With that flexibility, utilities can do something they’ve never done before: green-light interconnection without waiting for costly new substations or transmission lines. Because Emerald-equipped facilities dial demand up or down in sync with grid conditions, they count as “controllable loads” rather than fixed liabilities. That changes the math. Instead of overbuilding for the worst 10 minutes of the year, utilities can connect more megawatts today. The result? Years shaved off project timelines—and tens of billions saved on concrete, copper, and consultants.

By letting compute follow the rhythm of supply, Emerald converts stranded capacity into usable watts. A Duke University study found that just a few hours of flexible throttling could unlock the equivalent of every U.S. data center currently in the pipeline. Turns out, the grid’s real constraint isn’t energy, but timing.

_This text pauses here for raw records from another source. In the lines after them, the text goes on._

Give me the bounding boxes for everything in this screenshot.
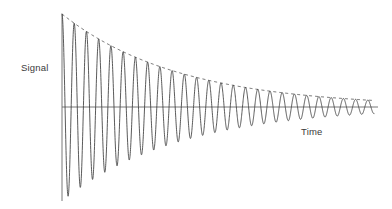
damped-oscillation-figure: Signal Time <box>0 0 392 209</box>
plot-canvas <box>0 0 392 209</box>
plot-background <box>0 0 392 209</box>
y-axis-label: Signal <box>21 62 49 73</box>
x-axis-label: Time <box>301 126 323 137</box>
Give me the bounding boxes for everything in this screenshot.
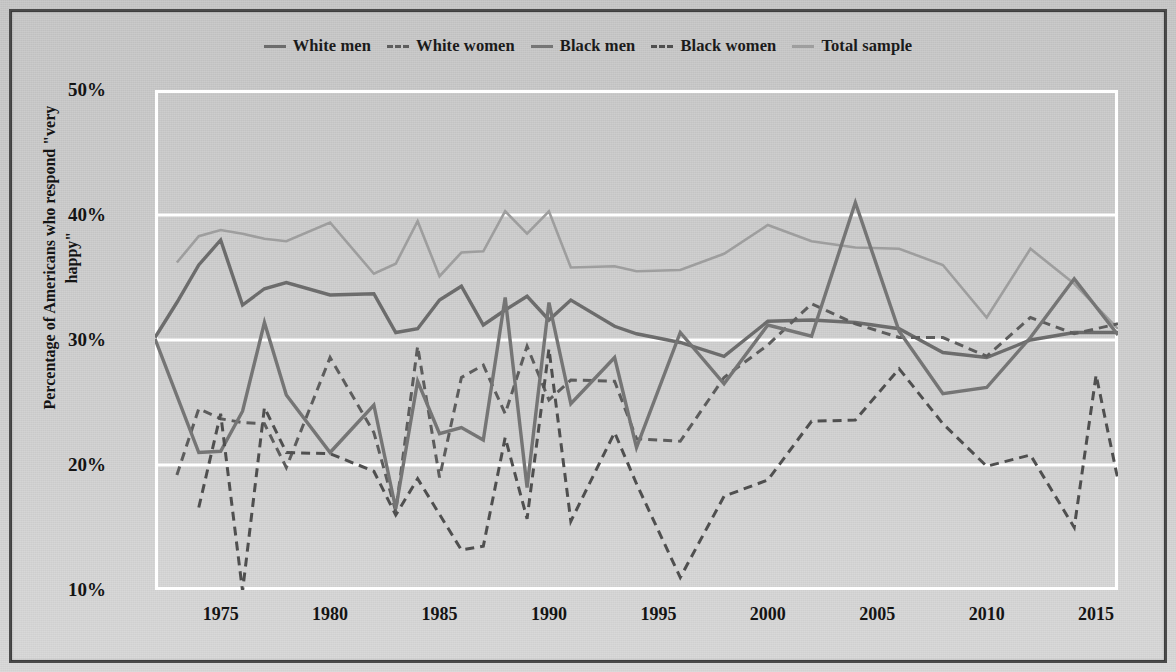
photo-frame-border bbox=[9, 9, 1167, 663]
chart-figure: White menWhite womenBlack menBlack women… bbox=[0, 0, 1176, 672]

Emerald is building the Aurora AI Factory in Virginia together with NVIDIA, Digital Realty, Dominion Energy, PJM, and EPRI. This will be a 96-megawatt, power-flexible facility designed to demonstrate how AI can grow in sync with the grid. Think of it as a model home for the next generation of bit barns.

When this model takes hold, it will unlock up to 100 gigawatts of hidden capacity in existing networks, equivalent to powering every data center planned for the next decade, without requiring a single new power plant.

The Electric Power Research Institute also selected Emerald as one of ten national demonstration projects to define the first flexible interconnection standards in the U.S. That’s utility speak for: “We trust these guys not to blow anything up.” 

Across the Atlantic, Emerald and National Grid are launching the UK’s first live trial of a grid-aware AI data center that dynamically adjusts consumption to local conditions—speed to power, powered by flexibility. Same principle, different accent.

AI infrastructure today is rigid, overbuilt, and blind to grid conditions. That approach isn’t scaling. The next generation of AI factories will need to think more like the models they train: adaptive, self-tuning, and responsive, with a little less hallucination all around.  

By embedding flexibility into the core of compute operations, Emerald offers AI infrastructure teams a faster, cheaper, and cleaner path to scale. 

The reference design they’re co-developing with NVIDIA and EPRI could become the template for how utilities and hyperscalers plan new capacity. If it works, flexibility won’t be a retrofit. It’ll be the foundation. And once that happens, concrete will start taking notes from code.

We invested in Emerald because the next frontier in AI won’t be about just more chips or bigger models. It may come down to who gets power first. Varun’s mix of policy, utility, and tech experience makes Emerald uniquely credible in a market where execution depends on trust.

In venture-speak, Emerald could become the control plane for flexible compute—the Stripe or Snowflake of the power grid. In human-speak, they ensure AI companies get their fill while leaving more than enough watts for the rest of us.

As always, if you’re working on something this ambitious and high-impact, come see us. We’ll leave the light on for ya.

The post The Express Lane for Electrons appeared first on Lowercarbon Capital.